The Tutor

Picture Credits: pablo-arenas

Marianne ascended the stairs of the train station and hurried down the white streets of the Upper East Side, passing women in coats that pinched in at their tiny waists, snug and well-insulated as flattering cocoons, as they made the short trip between shop and townhouse. For longer journeys, these women concealed themselves behind the tinted windows of the large black SUVs that now clogged the streets, causing the horns of lesser cars to bleat their annoyance.

Marianne stopped at a building where a doorman held open a gilded door for her. In the lobby, a chandelier sagging with crystals hung over her head and the golden doors of an elevator parted. The elevator opened again, and Marianne entered a spacious apartment where a young girl was waiting for her.

Like her peers, who clustered together at 3 o’clock in sets of three and four, waiting for the black SUVs with tinted windows to pick them up on the clean-swept sidewalks in front of their private schools, this girl, at thirteen, had skin as clear and unblemished as a porcelain doll’s.

Marianne tutored her in history, at a table spread with papers, a backpack thrown on the floor between them. They bent their heads towards each other, the gray light from the tall windows laying like frost on the mahogany table, Marianne’s scribbling hand, her student’s cheek.

The girl’s mother came into the room to inform them that she was going to step out for a minute. She had on a fitted coat that pinched in at her tiny waist, snug and well-insulated as a flattering cocoon.

Marianne finished tutoring. She went back through the golden doors of the elevator and the gilded doors of the building. Outside, the cold blew through her coat as if through a mirage.

Shadows stretched from the awnings, and the mailboxes, from the women passing by in coats snug and well-insulated as flattering cocoons. And from the black SUVs with tinted windows gliding on fat rubber wheels through the streets.

About Rachel Kalina

Rachel Kalina has published fiction in Cornice Magazine and articles in Our Town and The West Side Spirit, two New York City-based newspapers. Originally from New York, she now lives in Chicago.

Rachel Kalina has published fiction in Cornice Magazine and articles in Our Town and The West Side Spirit, two New York City-based newspapers. Originally from New York, she now lives in Chicago.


### [What you are asked to do]
Lines that include the word "JSON" should be copied from the listing that follows.

### [Given records]
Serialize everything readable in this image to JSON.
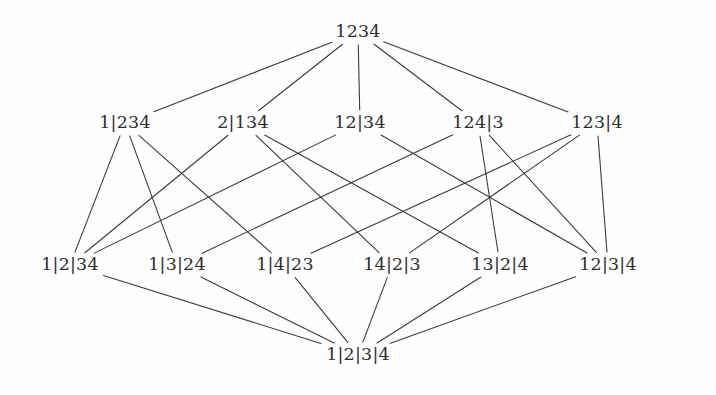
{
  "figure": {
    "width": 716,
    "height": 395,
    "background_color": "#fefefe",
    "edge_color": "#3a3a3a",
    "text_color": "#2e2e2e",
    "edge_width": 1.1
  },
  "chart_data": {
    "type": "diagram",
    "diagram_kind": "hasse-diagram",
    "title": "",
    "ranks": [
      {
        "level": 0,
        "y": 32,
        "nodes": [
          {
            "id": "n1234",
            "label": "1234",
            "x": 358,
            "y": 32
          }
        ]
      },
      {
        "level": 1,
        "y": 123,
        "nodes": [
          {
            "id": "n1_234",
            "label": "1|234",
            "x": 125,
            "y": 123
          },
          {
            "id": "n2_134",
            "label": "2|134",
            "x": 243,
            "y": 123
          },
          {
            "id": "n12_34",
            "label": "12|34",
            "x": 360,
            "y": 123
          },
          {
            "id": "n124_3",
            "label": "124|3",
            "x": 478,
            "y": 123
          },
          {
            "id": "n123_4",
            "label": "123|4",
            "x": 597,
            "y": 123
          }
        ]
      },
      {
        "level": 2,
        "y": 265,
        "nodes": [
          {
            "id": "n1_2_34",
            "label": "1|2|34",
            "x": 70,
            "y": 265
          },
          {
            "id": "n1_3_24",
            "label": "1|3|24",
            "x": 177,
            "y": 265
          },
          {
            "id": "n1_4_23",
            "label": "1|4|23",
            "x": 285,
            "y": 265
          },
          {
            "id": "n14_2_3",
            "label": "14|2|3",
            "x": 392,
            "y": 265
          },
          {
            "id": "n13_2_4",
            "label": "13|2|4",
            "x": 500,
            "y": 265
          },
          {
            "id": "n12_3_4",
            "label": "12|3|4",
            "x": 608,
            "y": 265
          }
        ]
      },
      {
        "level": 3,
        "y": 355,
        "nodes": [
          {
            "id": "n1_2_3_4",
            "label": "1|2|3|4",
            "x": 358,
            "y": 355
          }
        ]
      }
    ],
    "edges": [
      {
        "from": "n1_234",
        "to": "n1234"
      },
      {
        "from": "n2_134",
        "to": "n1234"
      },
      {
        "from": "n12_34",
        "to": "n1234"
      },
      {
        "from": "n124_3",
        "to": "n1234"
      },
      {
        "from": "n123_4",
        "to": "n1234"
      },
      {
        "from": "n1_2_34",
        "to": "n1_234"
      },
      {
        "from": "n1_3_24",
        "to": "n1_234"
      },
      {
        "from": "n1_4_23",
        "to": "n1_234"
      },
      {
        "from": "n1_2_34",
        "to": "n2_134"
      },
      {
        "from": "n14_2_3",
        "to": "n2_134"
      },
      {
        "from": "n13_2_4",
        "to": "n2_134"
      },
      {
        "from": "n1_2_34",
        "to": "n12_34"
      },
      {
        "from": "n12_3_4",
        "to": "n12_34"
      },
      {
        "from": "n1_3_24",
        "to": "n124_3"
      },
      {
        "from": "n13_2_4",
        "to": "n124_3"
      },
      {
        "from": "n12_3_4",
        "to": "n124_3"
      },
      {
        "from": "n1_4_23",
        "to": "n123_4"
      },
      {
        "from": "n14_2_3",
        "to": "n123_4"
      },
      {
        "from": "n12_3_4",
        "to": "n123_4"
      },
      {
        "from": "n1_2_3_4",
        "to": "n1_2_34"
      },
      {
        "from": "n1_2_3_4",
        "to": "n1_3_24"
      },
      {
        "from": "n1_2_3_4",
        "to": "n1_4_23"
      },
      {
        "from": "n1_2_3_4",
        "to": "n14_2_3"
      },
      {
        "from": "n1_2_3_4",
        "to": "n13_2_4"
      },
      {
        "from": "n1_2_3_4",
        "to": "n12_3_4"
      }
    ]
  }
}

...

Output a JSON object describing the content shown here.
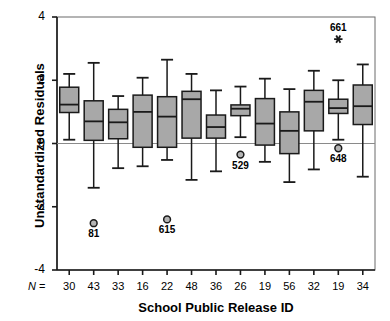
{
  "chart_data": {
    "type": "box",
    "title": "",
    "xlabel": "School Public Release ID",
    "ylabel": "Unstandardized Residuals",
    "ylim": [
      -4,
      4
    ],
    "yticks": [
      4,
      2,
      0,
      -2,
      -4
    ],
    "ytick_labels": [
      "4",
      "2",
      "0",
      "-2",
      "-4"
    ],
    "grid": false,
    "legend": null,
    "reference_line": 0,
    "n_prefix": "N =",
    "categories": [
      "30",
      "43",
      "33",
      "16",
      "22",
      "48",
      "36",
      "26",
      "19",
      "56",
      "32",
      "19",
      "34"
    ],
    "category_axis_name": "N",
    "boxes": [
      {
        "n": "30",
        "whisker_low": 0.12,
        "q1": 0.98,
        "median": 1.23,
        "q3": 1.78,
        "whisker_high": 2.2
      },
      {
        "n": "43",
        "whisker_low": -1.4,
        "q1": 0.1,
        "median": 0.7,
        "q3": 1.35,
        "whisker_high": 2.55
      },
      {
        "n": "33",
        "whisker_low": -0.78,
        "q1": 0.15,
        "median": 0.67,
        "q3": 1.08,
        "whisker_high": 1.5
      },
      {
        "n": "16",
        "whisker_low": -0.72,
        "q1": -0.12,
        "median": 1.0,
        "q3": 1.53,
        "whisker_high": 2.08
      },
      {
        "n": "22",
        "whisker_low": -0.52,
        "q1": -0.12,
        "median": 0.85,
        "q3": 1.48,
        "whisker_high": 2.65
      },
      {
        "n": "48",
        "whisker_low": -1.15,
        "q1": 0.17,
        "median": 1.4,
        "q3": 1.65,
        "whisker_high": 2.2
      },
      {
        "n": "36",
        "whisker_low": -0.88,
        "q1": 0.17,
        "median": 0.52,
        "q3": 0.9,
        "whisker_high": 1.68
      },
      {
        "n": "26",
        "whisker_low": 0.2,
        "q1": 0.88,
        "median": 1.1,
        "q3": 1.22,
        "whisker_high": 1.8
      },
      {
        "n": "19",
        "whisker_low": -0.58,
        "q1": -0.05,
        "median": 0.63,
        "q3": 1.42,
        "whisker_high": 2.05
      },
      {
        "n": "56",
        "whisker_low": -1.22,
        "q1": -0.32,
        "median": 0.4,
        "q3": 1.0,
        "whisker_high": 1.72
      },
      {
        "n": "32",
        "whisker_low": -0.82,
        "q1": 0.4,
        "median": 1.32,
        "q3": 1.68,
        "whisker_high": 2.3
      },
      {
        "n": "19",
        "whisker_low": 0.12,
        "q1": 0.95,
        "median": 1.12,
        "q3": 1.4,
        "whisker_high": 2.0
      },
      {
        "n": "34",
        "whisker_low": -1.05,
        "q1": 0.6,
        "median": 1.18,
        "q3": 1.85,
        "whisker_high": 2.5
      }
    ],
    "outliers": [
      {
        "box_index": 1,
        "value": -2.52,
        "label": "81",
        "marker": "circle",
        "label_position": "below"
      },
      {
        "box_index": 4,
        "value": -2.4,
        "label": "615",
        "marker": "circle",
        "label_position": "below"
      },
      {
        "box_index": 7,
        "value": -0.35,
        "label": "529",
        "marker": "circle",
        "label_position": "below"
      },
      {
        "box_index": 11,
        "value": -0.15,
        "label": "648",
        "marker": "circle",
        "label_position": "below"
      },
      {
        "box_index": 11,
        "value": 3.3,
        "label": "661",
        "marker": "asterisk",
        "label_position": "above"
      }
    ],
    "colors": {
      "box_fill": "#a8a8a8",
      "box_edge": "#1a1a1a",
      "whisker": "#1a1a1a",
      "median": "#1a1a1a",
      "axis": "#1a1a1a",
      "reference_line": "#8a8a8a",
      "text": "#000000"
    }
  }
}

### [Problem solution]
Serialize everything readable in this image to JSON.
Output a JSON object describing the content shown here.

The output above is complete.